CHARACTER OF MAGNA CARTA

Magna Carta does not profess to be a charter of liberties for all Englishmen. Most of its sixty-three clauses merely guarantee to each member of the coalition against John—nobles, clergy, and commons—those special privileges which the Norman rulers had tried to take away. Very little is said in this long document about the serfs, who composed probably five-sixths of the population of England in the thirteenth century.

SIGNIFICANCE OF MAGNA CARTA

But there are three clauses of Magna Carta which came to have a most important part in the history of English freedom. The first declared that no taxes were to be levied on the nobles—besides the three recognized feudal aids [10]—except by consent of the Great Council of the realm. [11] By this clause the nobles compelled the king to secure their consent before imposing any taxation. The second set forth that no one was to be arrested, imprisoned, or punished in any way, except after a trial by his equals and in accordance with the law of the land. The third said simply that to no one should justice be sold, denied, or delayed. These last two clauses contained the germ of great legal principles on which the English people relied for protection against despotic kings. They form a part of our American inheritance from England and have passed into the laws of all our states.

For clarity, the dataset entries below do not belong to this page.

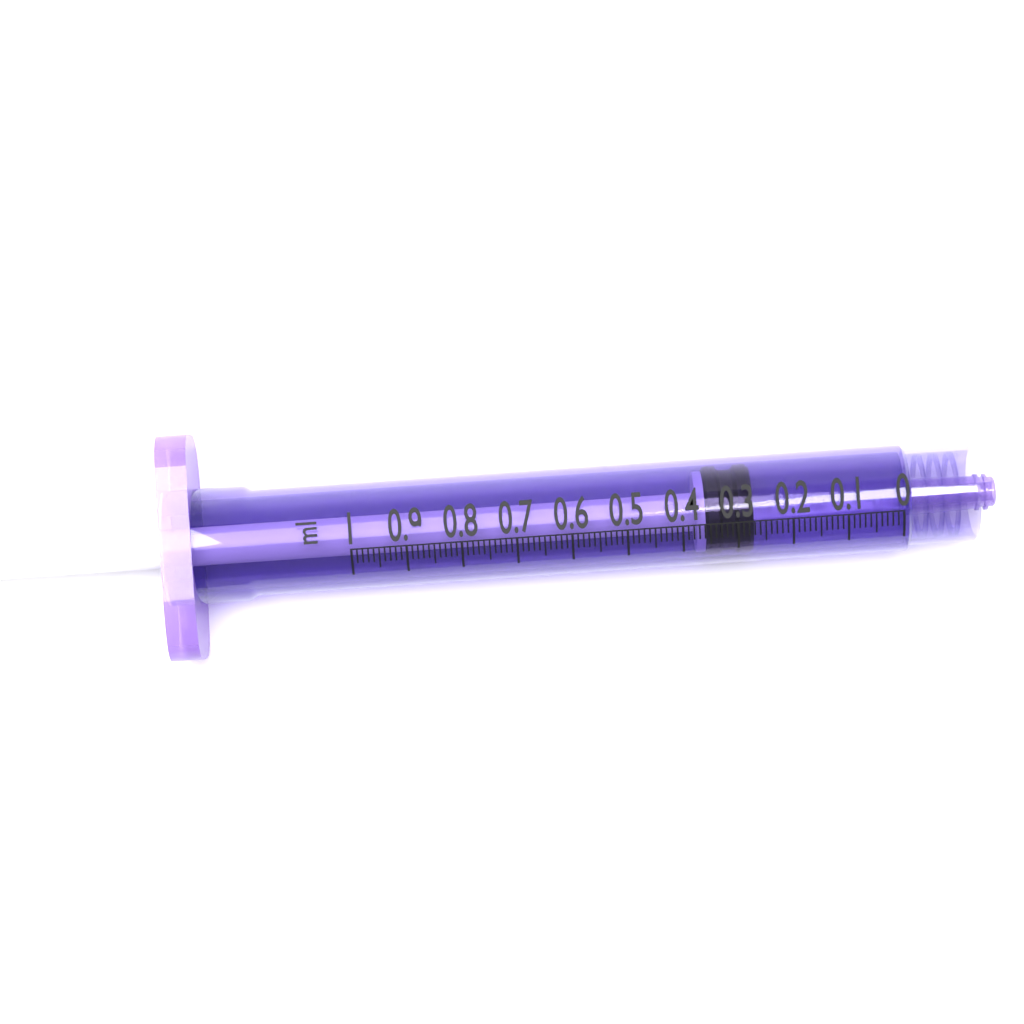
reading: 0.27 ml
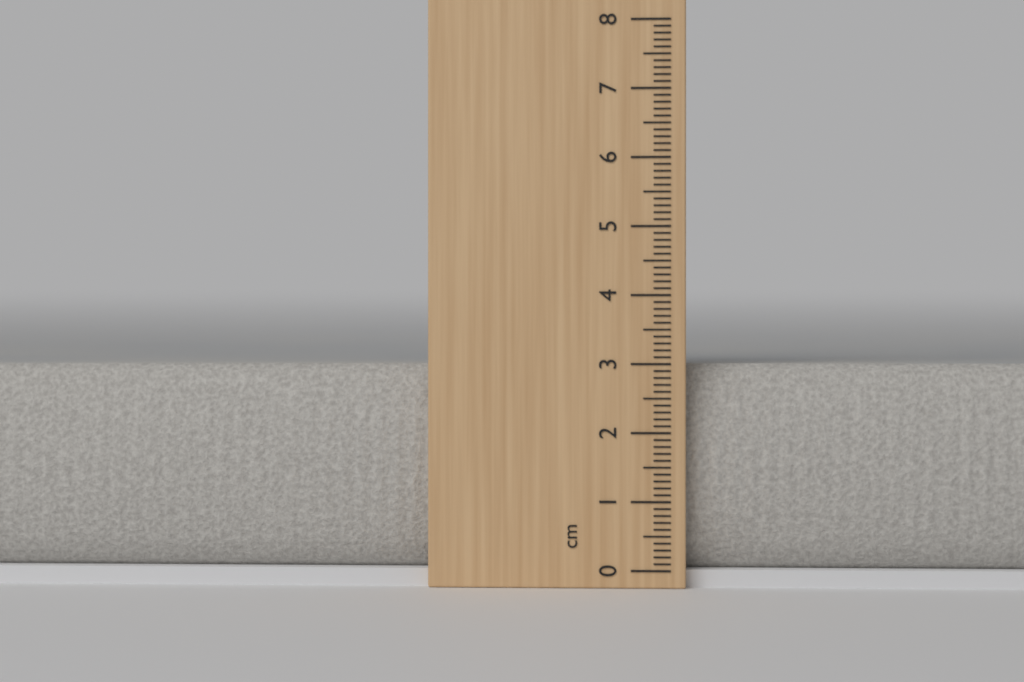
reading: 3.0 cm
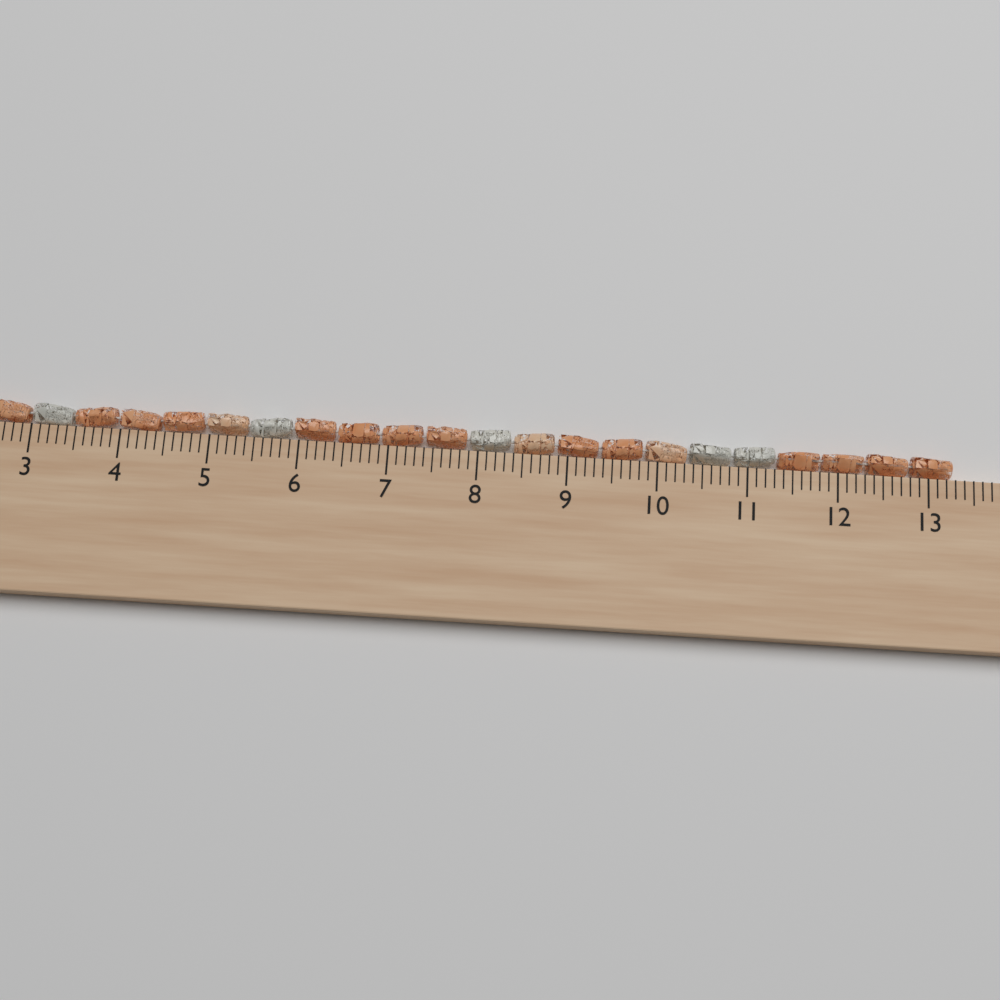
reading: 13.3 cm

185. PARLIAMENT DURING THE THIRTEENTH CENTURY

HENRY III, 1216-1272 A.D.

The thirteenth century, which opened so auspiciously with the winning of the Great Charter, is also memorable as the time when England developed her Parliament [12] into something like its present form. The first steps in parliamentary government were taken during the reign of John's son, Henry III.

THE WITENAGEMOT AND THE GREAT COUNCIL

It had long been the custom in England that in all important matters a ruler ought not to act without the advice and consent of his leading men. The Anglo-Saxon kings sought the advice and consent of their Witenagemot, [13] a body of nobles, royal officers, bishops, and abbots. It approved laws, served as a court of final appeal, elected a new monarch, and at times deposed him. The Witenagemot did not disappear after the Norman Conquest. Under the name of the Great Council it continued to meet from time to time for consultation with the king. This assembly was now to be transformed from a feudal body into a parliament representing the entire nation.

SIMON DE MONTFORT'S PARLIAMENT, 1265 A.D.